FrameNet
FrameNet is a group of online lexical databases based upon the theory of meaning known as Frame semantics, developed by linguist Charles J. Fillmore. The project's fundamental notion is simple: most words' meanings may be best understood in terms of a semantic frame, which is a description of a certain kind of event, connection, or item and its actors.
As an illustration, the act of cooking usually requires the following: a cook, the food being cooked, a container to hold the food while it is being cooked, and a heating instrument. Within FrameNet, this act is represented by a frame named, and its components, are referred to as frame elements. The frame also lists a number of words that represent it, known as lexical units, like fry, bake, boil, and broil.
Other frames are simpler. For example, only has an agent or cause, a theme—something that is placed—and the location where it is placed. Some frames are more complex, like, which contains more FEs. As in the examples of and below, FrameNet's role is to define the frames and annotate sentences to demonstrate how the FEs fit syntactically around the word that elicits the frame.
Concepts
Frames
A frame is a schematic representation of a situation involving various participants, props, and other conceptual roles. Examples of frame names are and. A frame in FrameNet contains a textual description of what it represents, associated frame elements, lexical units, example sentences, and frame-to-frame relations.Frame elements
Frame elements provide additional information to the semantic structure of a sentence. Each frame has a number of core and non-core FEs which can be thought of as semantic roles. Core FEs are essential to the meaning of the frame while non-core FEs are generally descriptive For example:- The only core FE of the frame is called ; non-core FEs,,, etc.
- Core FEs of the frame include the,, and, while non-core FEs include a,, etc.
Lexical units
Lexical units are lemmas, with their part of speech, that evoke a specific frame. In other words, when an LU is identified in a sentence, that specific LU can be associated with its specific frame. For each frame, there may be many LUs associated to that frame, and also there may be many frames that share a specific LU; this is typically the case with LUs that have multiple word senses. Alongside the frame, each lexical unit is associated with specific frame elements by means of the annotated example sentences.For example, lexical units that evoke the frame, include the verbs complain, grouse, lament, and others.
Example sentences
Frames are associated with example sentences and frame elements are marked within the sentences. Thus, the sentenceis associated with the frame, while She is marked as the frame element and "about AD 460" is marked as.
From the start, the FrameNet project has been committed to looking at evidence from actual language use as found in text collections like the British National Corpus. Based on such example sentences, automatic semantic role labeling tools are able to determine frames and mark frame elements in new sentences.
Valences
FrameNet also exposes statistics on the valence of each frame; that is, the number and position of the frame elements within example sentences. The sentencefalls in the valence pattern
which occurs twice in the FrameNet's annotation report for the lexical unit, namely:
Frame relations
FrameNet additionally captures relationships between different frames using relations. These include the following:Inheritance: When one frame is a more specific version of another, more abstract, parent frame. Anything that is true about the parent frame must also be true about the child frame, and a mapping is specified between the frame elements of the parent and the frame elements of the child.Perspectivization: A neutral frame is connected to a frame with a specific perspective of the same scenario. For example, is considered from the perspective of the buyer in and from that of the seller in.Subframe: Some frames refer to complex scenarios that consist of several individual states or events that can be described by separate frames. For example, is composed of,, and so on.Precedence: This relation captures the temporal order that holds between subframes of a complex frame. For example, within the frame, the subframe is preceded by the subframe.Causative and Inchoative: These two relations mark, for causative- and inchoative-aspect frames, the separate stative frame they refer to. For example, the stative is described by the causative and by the inchoative frame.Using: This relation marks a frame that in some way involves another frame. For example, uses both and, but does not inherit from either of them because there is no clear correspondence of frame elements.See also: Connects frames that bear some resemblance but need to be distinguished carefully.Applications
FrameNet has proven to be useful in a number of computational applications, because computers need additional knowledge in order to recognize that "John sold a car to Mary" and "Mary bought a car from John" describe essentially the same situation, despite using two quite different verbs, different prepositions and a different word order. FrameNet has been used in applications like question answering, paraphrasing, recognizing textual entailment, and information extraction, either directly or by means of Semantic Role Labeling tools. The first automatic system for Semantic Role Labeling was developed by Daniel Gildea and Daniel Jurafsky based on FrameNet in 2002. Semantic Role Labeling has since become one of the standard tasks in natural language processing, with the latest version of FrameNet now fully supported in the Natural Language Toolkit.Since frames are essentially semantic descriptions, they are similar across languages, and several projects have arisen over the years that have relied on the original FrameNet as the basis for additional non-English FrameNets, for Spanish, Japanese, German, and Polish, among others.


→ WHAT THE TASK ASKS
Every line of the data should be written out exactly, with the pictures left out.

→ DATA FOR THE TASK

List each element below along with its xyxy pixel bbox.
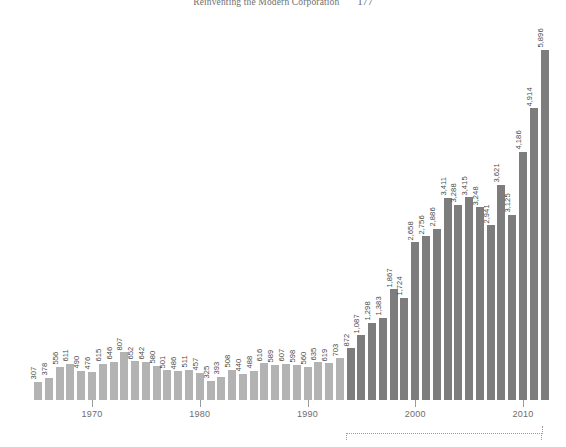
bar-value-label: 490	[74, 356, 82, 369]
bar-1996: 1,298	[368, 323, 376, 400]
bar-value-label: 3,248	[472, 186, 480, 205]
bar-value-label: 488	[246, 356, 254, 369]
bar-value-label: 2,756	[418, 215, 426, 234]
x-tick-label-1970: 1970	[82, 409, 103, 419]
bar-value-label: 440	[235, 359, 243, 372]
bar-1995: 1,087	[357, 335, 365, 400]
bar-2004: 3,288	[454, 205, 462, 400]
bar-value-label: 556	[52, 352, 60, 365]
bar-value-label: 3,415	[462, 176, 470, 195]
bar-value-label: 615	[95, 349, 103, 362]
bar-value-label: 3,411	[440, 177, 448, 196]
bar-value-label: 580	[149, 351, 157, 364]
bar-value-label: 652	[128, 346, 136, 359]
bar-1975: 642	[142, 362, 150, 400]
bar-value-label: 4,914	[526, 87, 534, 106]
bar-value-label: 560	[300, 352, 308, 365]
bar-value-label: 476	[84, 357, 92, 370]
bar-1968: 611	[66, 364, 74, 400]
bar-1992: 619	[325, 363, 333, 400]
bar-2006: 3,248	[476, 207, 484, 400]
bar-value-label: 589	[268, 350, 276, 363]
bar-1990: 560	[304, 367, 312, 400]
bar-value-label: 2,941	[483, 204, 491, 223]
bar-value-label: 1,383	[375, 297, 383, 316]
bar-1994: 872	[347, 348, 355, 400]
bar-1998: 1,867	[390, 289, 398, 400]
bar-value-label: 1,867	[386, 268, 394, 287]
bar-1982: 393	[217, 377, 225, 400]
bar-1989: 598	[293, 365, 301, 400]
bar-1981: 325	[207, 381, 215, 400]
bar-value-label: 646	[106, 347, 114, 360]
bar-1969: 490	[77, 371, 85, 400]
bar-value-label: 5,896	[537, 29, 545, 48]
x-tick-1980	[200, 400, 201, 407]
x-tick-2010	[523, 400, 524, 407]
bar-value-label: 642	[138, 347, 146, 360]
bar-value-label: 3,621	[494, 164, 502, 183]
bar-1974: 652	[131, 361, 139, 400]
page-canvas: Reinventing the Modern Corporation177 30…	[0, 0, 566, 447]
bar-value-label: 807	[117, 337, 125, 350]
bar-1976: 580	[153, 366, 161, 400]
bar-value-label: 1,724	[397, 276, 405, 295]
bar-value-label: 457	[192, 358, 200, 371]
x-tick-label-2010: 2010	[513, 409, 534, 419]
bar-1985: 488	[250, 371, 258, 400]
x-tick-2000	[415, 400, 416, 407]
bar-2000: 2,658	[411, 242, 419, 400]
bar-1978: 486	[174, 371, 182, 400]
bar-2008: 3,621	[497, 185, 505, 400]
bracket-stem	[542, 426, 543, 434]
bar-2003: 3,411	[444, 198, 452, 400]
bar-2005: 3,415	[465, 197, 473, 400]
bar-value-label: 325	[203, 366, 211, 379]
bar-2001: 2,756	[422, 236, 430, 400]
bar-2012: 5,896	[541, 50, 549, 400]
bar-1979: 511	[185, 370, 193, 400]
bar-value-label: 508	[224, 355, 232, 368]
bar-value-label: 3,125	[505, 193, 513, 212]
bar-1987: 589	[271, 365, 279, 400]
bar-value-label: 598	[289, 350, 297, 363]
x-tick-1990	[308, 400, 309, 407]
header-title: Reinventing the Modern Corporation	[193, 0, 339, 7]
page-number: 177	[357, 0, 372, 7]
bar-1999: 1,724	[400, 298, 408, 400]
bar-value-label: 872	[343, 333, 351, 346]
bar-value-label: 1,087	[354, 314, 362, 333]
bar-1993: 703	[336, 358, 344, 400]
x-tick-label-1980: 1980	[189, 409, 210, 419]
bar-1967: 556	[56, 367, 64, 400]
x-tick-label-2000: 2000	[405, 409, 426, 419]
bar-value-label: 501	[160, 355, 168, 368]
running-header: Reinventing the Modern Corporation177	[0, 0, 566, 7]
bar-value-label: 511	[181, 355, 189, 367]
bar-value-label: 607	[278, 349, 286, 362]
bar-value-label: 611	[63, 349, 71, 361]
bar-2009: 3,125	[508, 215, 516, 401]
bar-chart-plot-area: 3073785566114904766156468076526425805014…	[0, 14, 566, 400]
bar-1991: 635	[314, 362, 322, 400]
bar-1966: 378	[45, 378, 53, 400]
bar-1983: 508	[228, 370, 236, 400]
bar-value-label: 486	[171, 356, 179, 369]
bar-1965: 307	[34, 382, 42, 400]
x-tick-label-1990: 1990	[297, 409, 318, 419]
bar-value-label: 378	[41, 363, 49, 376]
x-axis: 19701980199020002010	[0, 400, 566, 447]
bar-value-label: 2,658	[408, 221, 416, 240]
bar-value-label: 616	[257, 349, 265, 362]
bar-2002: 2,886	[433, 229, 441, 400]
dotted-bracket-annotation	[346, 433, 542, 440]
bar-value-label: 393	[214, 362, 222, 375]
bar-1977: 501	[163, 370, 171, 400]
bar-value-label: 619	[321, 348, 329, 361]
bar-value-label: 635	[311, 347, 319, 360]
bar-2010: 4,186	[519, 152, 527, 400]
bar-1972: 646	[110, 362, 118, 400]
bar-1970: 476	[88, 372, 96, 400]
bar-2007: 2,941	[487, 225, 495, 400]
bar-1986: 616	[260, 363, 268, 400]
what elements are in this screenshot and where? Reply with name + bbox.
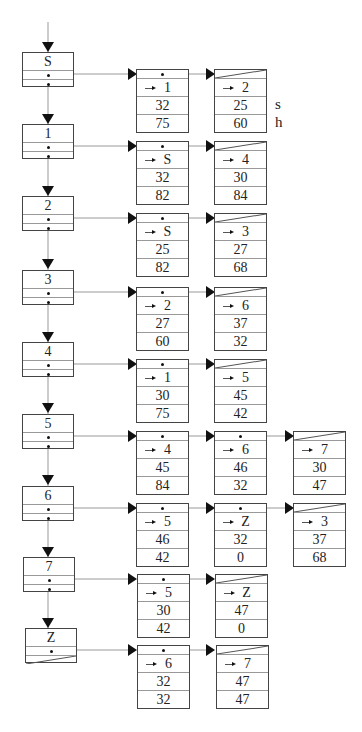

→ SOLUTION TO THIS EXERCISE
List each element below along with its xyxy pixel bbox.
bar-value-label: 490	[74, 356, 82, 369]
bar-1996: 1,298	[368, 323, 376, 400]
bar-value-label: 3,248	[472, 186, 480, 205]
bar-value-label: 488	[246, 356, 254, 369]
bar-value-label: 2,756	[418, 215, 426, 234]
x-tick-label-1970: 1970	[82, 409, 103, 419]
bar-value-label: 440	[235, 359, 243, 372]
bar-1995: 1,087	[357, 335, 365, 400]
bar-2004: 3,288	[454, 205, 462, 400]
bar-value-label: 556	[52, 352, 60, 365]
bar-value-label: 3,415	[462, 176, 470, 195]
bar-value-label: 615	[95, 349, 103, 362]
bar-value-label: 3,411	[440, 177, 448, 196]
bar-value-label: 580	[149, 351, 157, 364]
bar-value-label: 652	[128, 346, 136, 359]
bar-1975: 642	[142, 362, 150, 400]
bar-value-label: 4,914	[526, 87, 534, 106]
bar-value-label: 560	[300, 352, 308, 365]
bar-value-label: 476	[84, 357, 92, 370]
bar-1968: 611	[66, 364, 74, 400]
bar-1992: 619	[325, 363, 333, 400]
bar-2006: 3,248	[476, 207, 484, 400]
bar-value-label: 589	[268, 350, 276, 363]
bar-1990: 560	[304, 367, 312, 400]
bar-value-label: 2,941	[483, 204, 491, 223]
bar-value-label: 1,383	[375, 297, 383, 316]
bar-1994: 872	[347, 348, 355, 400]
bar-1998: 1,867	[390, 289, 398, 400]
bar-value-label: 1,867	[386, 268, 394, 287]
bar-1982: 393	[217, 377, 225, 400]
bar-1989: 598	[293, 365, 301, 400]
bar-1981: 325	[207, 381, 215, 400]
bar-value-label: 646	[106, 347, 114, 360]
bar-1969: 490	[77, 371, 85, 400]
bar-value-label: 5,896	[537, 29, 545, 48]
x-tick-1980	[200, 400, 201, 407]
x-tick-2010	[523, 400, 524, 407]
bar-value-label: 642	[138, 347, 146, 360]
bar-value-label: 3,621	[494, 164, 502, 183]
bar-1974: 652	[131, 361, 139, 400]
page-canvas: Reinventing the Modern Corporation177 30…	[0, 0, 566, 447]
bar-value-label: 807	[117, 337, 125, 350]
bar-1976: 580	[153, 366, 161, 400]
bar-value-label: 1,724	[397, 276, 405, 295]
bar-value-label: 457	[192, 358, 200, 371]
x-tick-label-2010: 2010	[513, 409, 534, 419]
bar-1985: 488	[250, 371, 258, 400]
x-tick-2000	[415, 400, 416, 407]
bar-2000: 2,658	[411, 242, 419, 400]
bar-1978: 486	[174, 371, 182, 400]
bar-2008: 3,621	[497, 185, 505, 400]
bracket-stem	[542, 426, 543, 434]
bar-2003: 3,411	[444, 198, 452, 400]
bar-2005: 3,415	[465, 197, 473, 400]
bar-value-label: 325	[203, 366, 211, 379]
bar-2001: 2,756	[422, 236, 430, 400]
bar-2012: 5,896	[541, 50, 549, 400]
bar-1979: 511	[185, 370, 193, 400]
bar-value-label: 508	[224, 355, 232, 368]
bar-value-label: 3,125	[505, 193, 513, 212]
bar-1987: 589	[271, 365, 279, 400]
bar-value-label: 598	[289, 350, 297, 363]
x-tick-1990	[308, 400, 309, 407]
header-title: Reinventing the Modern Corporation	[193, 0, 339, 7]
page-number: 177	[357, 0, 372, 7]
bar-1999: 1,724	[400, 298, 408, 400]
bar-value-label: 872	[343, 333, 351, 346]
bar-value-label: 1,087	[354, 314, 362, 333]
bar-1993: 703	[336, 358, 344, 400]
x-tick-label-1980: 1980	[189, 409, 210, 419]
bar-1967: 556	[56, 367, 64, 400]
x-tick-label-2000: 2000	[405, 409, 426, 419]
bar-value-label: 501	[160, 355, 168, 368]
running-header: Reinventing the Modern Corporation177	[0, 0, 566, 7]
bar-value-label: 511	[181, 355, 189, 367]
bar-value-label: 607	[278, 349, 286, 362]
bar-value-label: 611	[63, 349, 71, 361]
bar-2009: 3,125	[508, 215, 516, 401]
bar-chart-plot-area: 3073785566114904766156468076526425805014…	[0, 14, 566, 400]
bar-1991: 635	[314, 362, 322, 400]
bar-1966: 378	[45, 378, 53, 400]
bar-1983: 508	[228, 370, 236, 400]
bar-value-label: 486	[171, 356, 179, 369]
bar-1965: 307	[34, 382, 42, 400]
x-tick-label-1990: 1990	[297, 409, 318, 419]
bar-value-label: 378	[41, 363, 49, 376]
x-axis: 19701980199020002010	[0, 400, 566, 447]
bar-value-label: 2,658	[408, 221, 416, 240]
bar-value-label: 616	[257, 349, 265, 362]
bar-2002: 2,886	[433, 229, 441, 400]
dotted-bracket-annotation	[346, 433, 542, 440]
bar-value-label: 393	[214, 362, 222, 375]
bar-1977: 501	[163, 370, 171, 400]
bar-value-label: 619	[321, 348, 329, 361]
bar-value-label: 635	[311, 347, 319, 360]
bar-2010: 4,186	[519, 152, 527, 400]
bar-1972: 646	[110, 362, 118, 400]
bar-1970: 476	[88, 372, 96, 400]
bar-2007: 2,941	[487, 225, 495, 400]
bar-1986: 616	[260, 363, 268, 400]
what elements are in this screenshot and where? Reply with name + bbox.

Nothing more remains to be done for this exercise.